Arrow-right Camera
The Spokesman-Review Newspaper
Spokane, Washington  Est. May 19, 1883

Hospital rape trial ends in hung jury

A former Eastern State Hospital nurse likely will be tried again on a rape charge that resulted in a hung jury Friday.

The jury of seven women and five men couldn’t agree on the second-degree rape charge, but acquitted Guylin Michael Johnston, 43, of taking indecent liberties with a mental patient last June in a hospital laundry room.

There were several discrepancies between the alleged victim’s testimony Tuesday and what she told authorities last June. One of those inconsistencies concerned how the 30-year-old woman said Johnston groped her after raping her.

The alleged groping was the basis for the indecent liberties charge.

The woman didn’t waver, however, in her assertion that Johnston took her to a laundry room to wash some clothing, shut an always-locked door behind them and forced her to have oral sex. She said she had been chewing gum and spat it into a tissue.

Shortly after the alleged rape, police searched the woman’s pants pocket and found a tissue with gum wadded inside it. A state crime lab technician testified that the tissue and the gum both contained Johnston’s and the alleged victim’s DNA.

The rape charge still stands, and Deputy Prosecutor John Love said he plans to seek another trial, subject to the approval of his supervisors.

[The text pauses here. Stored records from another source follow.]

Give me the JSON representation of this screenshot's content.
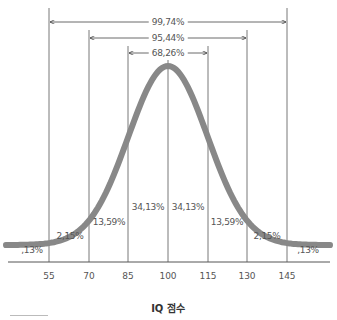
{
  "chart_data": {
    "type": "line",
    "title": "",
    "xlabel": "IQ 점수",
    "ylabel": "",
    "x_ticks": [
      55,
      70,
      85,
      100,
      115,
      130,
      145
    ],
    "x_tick_labels": [
      "55",
      "70",
      "85",
      "100",
      "115",
      "130",
      "145"
    ],
    "curve": {
      "type": "normal",
      "mean": 100,
      "sd": 15,
      "color": "#888888"
    },
    "segments": [
      {
        "range": "<55",
        "label": ",13%",
        "value": 0.13
      },
      {
        "range": "55-70",
        "label": "2,15%",
        "value": 2.15
      },
      {
        "range": "70-85",
        "label": "13,59%",
        "value": 13.59
      },
      {
        "range": "85-100",
        "label": "34,13%",
        "value": 34.13
      },
      {
        "range": "100-115",
        "label": "34,13%",
        "value": 34.13
      },
      {
        "range": "115-130",
        "label": "13,59%",
        "value": 13.59
      },
      {
        "range": "130-145",
        "label": "2,15%",
        "value": 2.15
      },
      {
        "range": ">145",
        "label": ",13%",
        "value": 0.13
      }
    ],
    "ranges": [
      {
        "from": 55,
        "to": 145,
        "label": "99,74%",
        "value": 99.74
      },
      {
        "from": 70,
        "to": 130,
        "label": "95,44%",
        "value": 95.44
      },
      {
        "from": 85,
        "to": 115,
        "label": "68,26%",
        "value": 68.26
      }
    ],
    "grid": false,
    "legend": "none"
  },
  "labels": {
    "seg0": ",13%",
    "seg1": "2,15%",
    "seg2": "13,59%",
    "seg3": "34,13%",
    "seg4": "34,13%",
    "seg5": "13,59%",
    "seg6": "2,15%",
    "seg7": ",13%",
    "range0": "99,74%",
    "range1": "95,44%",
    "range2": "68,26%",
    "tick0": "55",
    "tick1": "70",
    "tick2": "85",
    "tick3": "100",
    "tick4": "115",
    "tick5": "130",
    "tick6": "145",
    "xlabel": "IQ 점수"
  }
}
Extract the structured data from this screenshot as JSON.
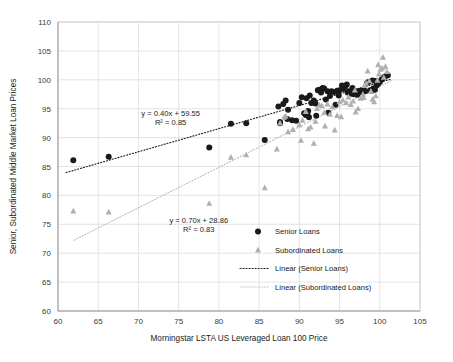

Love declined to comment on the verdict or his interview with jurors, but defense attorney Rob Cossey said they were split 8-4 in favor of convicting his client on the rape charge.

Cossey was encouraged, though, that so many jurors found reason to doubt Johnston raped a suicidal woman he was assigned to protect. Cossey attributed that doubt to a conspiracy theory that two of Johnston’s co-workers set him up.

Hospital employee Jackie Hughes testified that mental health technician Mike Evans recruited her to have sex with Johnston. The defense contends that’s where the DNA evidence against Johnston came from.

Hughes suggested Evans may have wanted to frame Johnston because of a romantic rivalry: Evans was dating Johnston’s former girlfriend. No explanation was offered for why the alleged rape victim would participate in such a plot.

Evans wasn’t asked to testify, but said in an interview that Hughes was “totally lying.”

Three members of the hospital custodial staff testified that, a few weeks after the alleged rape, they found a baggie containing a partially dried liquid folded into a paper towel that was stuck to the floor under a dryer in the laundry room. Hughes had told jurors she delivered the evidence that could be used to frame Johnston in a baggie.

Testimony indicated the baggie and paper towel were offered to Washington State Patrol Detective David Fenn, who was in charge of the rape investigation. Hospital security chief David Snipes said Fenn told him to discard the materials.

Cossey said some jurors “were concerned it was thrown away,” and that, coupled with Hughes’ testimony, created the doubt that prevented them from convicting Johnston.